The site of the 1962 Seattle World's Fair, Seattle Center used to be a place to go for the panoramic city views from the top of the Space Needle or the thrill of the rides and games in the arcade or the first stop on a monorail journey into the downtown shopping area.  By the way, a fun fact about the monorail is that it was designed by the same company that designed the monorail at Disneyland in 1959 - ALWEG.  Today, the Seattle Center still has the Space Needle, but the land is occupied primarily by museums such as the Pacific Science Center, the Experience Music Project developed by Microsoft's co-founder Paul Allen in conjunction with the Jimmy Hendrix family, and the small Dale Chihuly Museum.  To visit all the sites, prepare to fork over a lot of money!

EMP Museum (formerly the Experience Music Project) is housed in a building designed by the world renowned architect, Frank Ghery.  Personally, I'm not a fan of his work, finding it distracting and confusing rather than interesting or innovative.  But that's just me.  In addition to temporary exhibits, the museum is a rather focused collection of permanent exhibits.  First, you can tour the Nirvana room - it's Seattle, there has to be a room dedicated to grunge.  


After your trip through the early 1990s, you can head into the guitar gallery.  


The final exhibit rooms in the music section are dedicated to the short musical life of Jimmy Hendrix.




Upstairs in the music section is a sound lab where you can, sort of, learn to play songs.  I tried my hand at a little "Smells Like Teen Spirit" on the electric guitar.  Returning downstairs, you pass into the other section of the museum - from music into fantasy and science fiction.  Here I found a replica of the metal sword throne from the popular show, "Game of Thrones," available for you to sit on and snap that critical Facebook/Instagram photo.  Along with some of the "Game of Thrones" actor's costumes, additional costumes from popular fantasy shows and movies were in glass exhibit cases.  All in all, I was a little perplexed by the museum and the poor quantity of items being exhibited for the ridiculous price ($18-23 for an adult, unless you get the Seattle CityPASS that gets you into the Space Needle, Pacific Science Center, EMP, Aquarium, and Harbor Cruise for $64).  I was also annoyed because they tempted me with a Beatles 50th anniversary poster of their first trip to America, only to find no exhibit with memorabilia, just a short video clip.  Not a nice thing to do to a Beatlemaniac like me!

Speaking of expensive, next door to EMP prepare to drop another $19 for a ticket ($33 combined with the Space Needle) to see glass works by Dale Chihuly at the Chihuly Garden and Glass Museum.  Yes, they are indisputably beautiful pieces of art, but I think I've just become very spoiled by all of the free museums in Washington D.C.  If I could price my own ticket, maybe $10 max was the value I perceived. Two of the rooms are occupied by massive glass sea sculptures.  Another piece I liked was the boat filled with colorful glass spheres. The gardens contained a random collection of Chihuly pieces intermingled with plants - spheres, glass yuccas, other glass objects stuck in the ground, etc. 




While I do like a good science museum (have you been to the one in Boston?), unfortunately time constraints dictated we had to pass on the Pacific Science Center.  The featured exhibit was one on international espionage, so with the Spy Museum here in Washington D.C., I didn't feel like I was missing out on too much that I wouldn't be able to take in on a future visit.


#### Task directions:
Search the records below for "will" and copy every line it turns up in.

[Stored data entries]

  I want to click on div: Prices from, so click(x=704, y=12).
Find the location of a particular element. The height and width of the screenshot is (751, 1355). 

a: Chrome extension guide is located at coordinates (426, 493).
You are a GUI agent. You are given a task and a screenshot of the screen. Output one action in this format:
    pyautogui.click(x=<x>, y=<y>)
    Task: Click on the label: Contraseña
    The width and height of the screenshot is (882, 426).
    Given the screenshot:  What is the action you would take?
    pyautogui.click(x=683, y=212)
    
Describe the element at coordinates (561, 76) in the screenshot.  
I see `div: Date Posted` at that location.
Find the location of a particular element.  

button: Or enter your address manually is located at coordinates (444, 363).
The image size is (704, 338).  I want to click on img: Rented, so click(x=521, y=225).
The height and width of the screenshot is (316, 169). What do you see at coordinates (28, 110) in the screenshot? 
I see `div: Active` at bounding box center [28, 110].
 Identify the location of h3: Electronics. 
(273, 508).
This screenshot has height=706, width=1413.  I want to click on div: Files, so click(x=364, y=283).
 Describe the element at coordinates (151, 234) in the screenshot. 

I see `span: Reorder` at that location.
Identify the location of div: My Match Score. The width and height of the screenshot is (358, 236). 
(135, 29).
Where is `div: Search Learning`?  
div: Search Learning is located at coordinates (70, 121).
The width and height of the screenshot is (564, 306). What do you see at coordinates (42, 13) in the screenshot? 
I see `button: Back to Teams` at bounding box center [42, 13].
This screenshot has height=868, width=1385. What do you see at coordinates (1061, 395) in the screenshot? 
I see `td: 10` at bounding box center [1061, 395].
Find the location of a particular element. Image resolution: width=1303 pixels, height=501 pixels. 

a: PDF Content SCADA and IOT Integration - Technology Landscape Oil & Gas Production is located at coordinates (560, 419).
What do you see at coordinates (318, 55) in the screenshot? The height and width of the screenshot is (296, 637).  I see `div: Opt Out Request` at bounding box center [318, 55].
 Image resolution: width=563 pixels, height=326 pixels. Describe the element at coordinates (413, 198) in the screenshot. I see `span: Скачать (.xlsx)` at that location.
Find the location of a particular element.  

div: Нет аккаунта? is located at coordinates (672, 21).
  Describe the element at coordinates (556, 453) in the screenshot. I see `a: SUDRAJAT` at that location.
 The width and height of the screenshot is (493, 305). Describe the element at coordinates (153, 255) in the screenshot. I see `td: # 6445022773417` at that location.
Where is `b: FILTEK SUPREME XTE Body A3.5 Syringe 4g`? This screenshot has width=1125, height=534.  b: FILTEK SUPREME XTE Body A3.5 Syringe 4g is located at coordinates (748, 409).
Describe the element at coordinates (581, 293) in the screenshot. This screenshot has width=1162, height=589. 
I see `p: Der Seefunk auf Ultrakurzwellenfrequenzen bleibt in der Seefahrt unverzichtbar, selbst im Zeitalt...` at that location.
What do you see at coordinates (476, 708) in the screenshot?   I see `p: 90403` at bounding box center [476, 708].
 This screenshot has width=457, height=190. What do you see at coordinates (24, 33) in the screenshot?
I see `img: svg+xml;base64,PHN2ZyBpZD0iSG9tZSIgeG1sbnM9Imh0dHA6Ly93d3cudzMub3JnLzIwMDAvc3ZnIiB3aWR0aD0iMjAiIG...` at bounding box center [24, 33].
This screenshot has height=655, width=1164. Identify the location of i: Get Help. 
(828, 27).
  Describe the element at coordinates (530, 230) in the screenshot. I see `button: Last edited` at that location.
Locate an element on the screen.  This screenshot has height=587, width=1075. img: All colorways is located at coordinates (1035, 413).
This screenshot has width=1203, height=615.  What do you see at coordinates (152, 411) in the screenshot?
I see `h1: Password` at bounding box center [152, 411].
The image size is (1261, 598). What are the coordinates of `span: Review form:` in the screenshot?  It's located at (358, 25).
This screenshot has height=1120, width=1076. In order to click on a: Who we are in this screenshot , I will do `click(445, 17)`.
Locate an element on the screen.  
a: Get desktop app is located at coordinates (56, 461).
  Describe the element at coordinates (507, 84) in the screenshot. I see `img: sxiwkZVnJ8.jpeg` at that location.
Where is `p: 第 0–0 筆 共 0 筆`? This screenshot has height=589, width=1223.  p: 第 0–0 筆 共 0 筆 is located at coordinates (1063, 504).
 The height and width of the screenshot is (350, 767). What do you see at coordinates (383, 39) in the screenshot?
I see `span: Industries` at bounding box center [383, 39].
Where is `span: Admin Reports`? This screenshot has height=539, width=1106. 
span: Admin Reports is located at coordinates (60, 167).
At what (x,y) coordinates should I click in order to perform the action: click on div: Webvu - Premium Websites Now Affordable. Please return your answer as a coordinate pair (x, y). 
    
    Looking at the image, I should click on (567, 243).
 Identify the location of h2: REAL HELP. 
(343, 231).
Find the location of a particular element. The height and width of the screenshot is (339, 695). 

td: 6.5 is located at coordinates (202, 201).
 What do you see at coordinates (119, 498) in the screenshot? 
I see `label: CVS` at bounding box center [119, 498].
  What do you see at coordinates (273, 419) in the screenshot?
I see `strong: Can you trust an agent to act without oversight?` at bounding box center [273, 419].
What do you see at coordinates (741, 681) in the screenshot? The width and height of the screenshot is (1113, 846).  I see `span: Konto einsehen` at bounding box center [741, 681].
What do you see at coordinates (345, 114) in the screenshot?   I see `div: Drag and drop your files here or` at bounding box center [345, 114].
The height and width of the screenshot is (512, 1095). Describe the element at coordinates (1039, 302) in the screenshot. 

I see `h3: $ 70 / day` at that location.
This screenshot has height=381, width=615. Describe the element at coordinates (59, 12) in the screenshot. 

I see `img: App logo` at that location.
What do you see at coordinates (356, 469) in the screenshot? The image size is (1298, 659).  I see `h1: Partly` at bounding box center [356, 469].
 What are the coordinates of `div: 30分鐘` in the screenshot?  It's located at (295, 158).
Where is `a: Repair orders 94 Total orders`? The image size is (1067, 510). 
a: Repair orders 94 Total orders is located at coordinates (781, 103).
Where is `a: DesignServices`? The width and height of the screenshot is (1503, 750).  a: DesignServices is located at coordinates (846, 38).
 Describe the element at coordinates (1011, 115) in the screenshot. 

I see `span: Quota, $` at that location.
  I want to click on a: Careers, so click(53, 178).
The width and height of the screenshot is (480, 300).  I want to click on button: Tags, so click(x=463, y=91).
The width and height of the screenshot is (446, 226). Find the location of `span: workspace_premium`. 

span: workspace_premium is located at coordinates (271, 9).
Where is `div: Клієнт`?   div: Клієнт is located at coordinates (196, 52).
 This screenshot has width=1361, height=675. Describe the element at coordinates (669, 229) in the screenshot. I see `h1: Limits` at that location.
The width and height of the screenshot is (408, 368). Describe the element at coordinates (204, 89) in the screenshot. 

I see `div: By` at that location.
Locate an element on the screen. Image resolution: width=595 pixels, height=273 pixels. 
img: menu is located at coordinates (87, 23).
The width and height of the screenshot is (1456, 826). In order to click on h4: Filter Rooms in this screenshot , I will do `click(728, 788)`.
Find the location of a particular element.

#### Written solution:
This screenshot has height=1120, width=1076. In order to click on a: Who we are in this screenshot , I will do `click(445, 17)`.
The width and height of the screenshot is (1456, 826). In order to click on h4: Filter Rooms in this screenshot , I will do `click(728, 788)`.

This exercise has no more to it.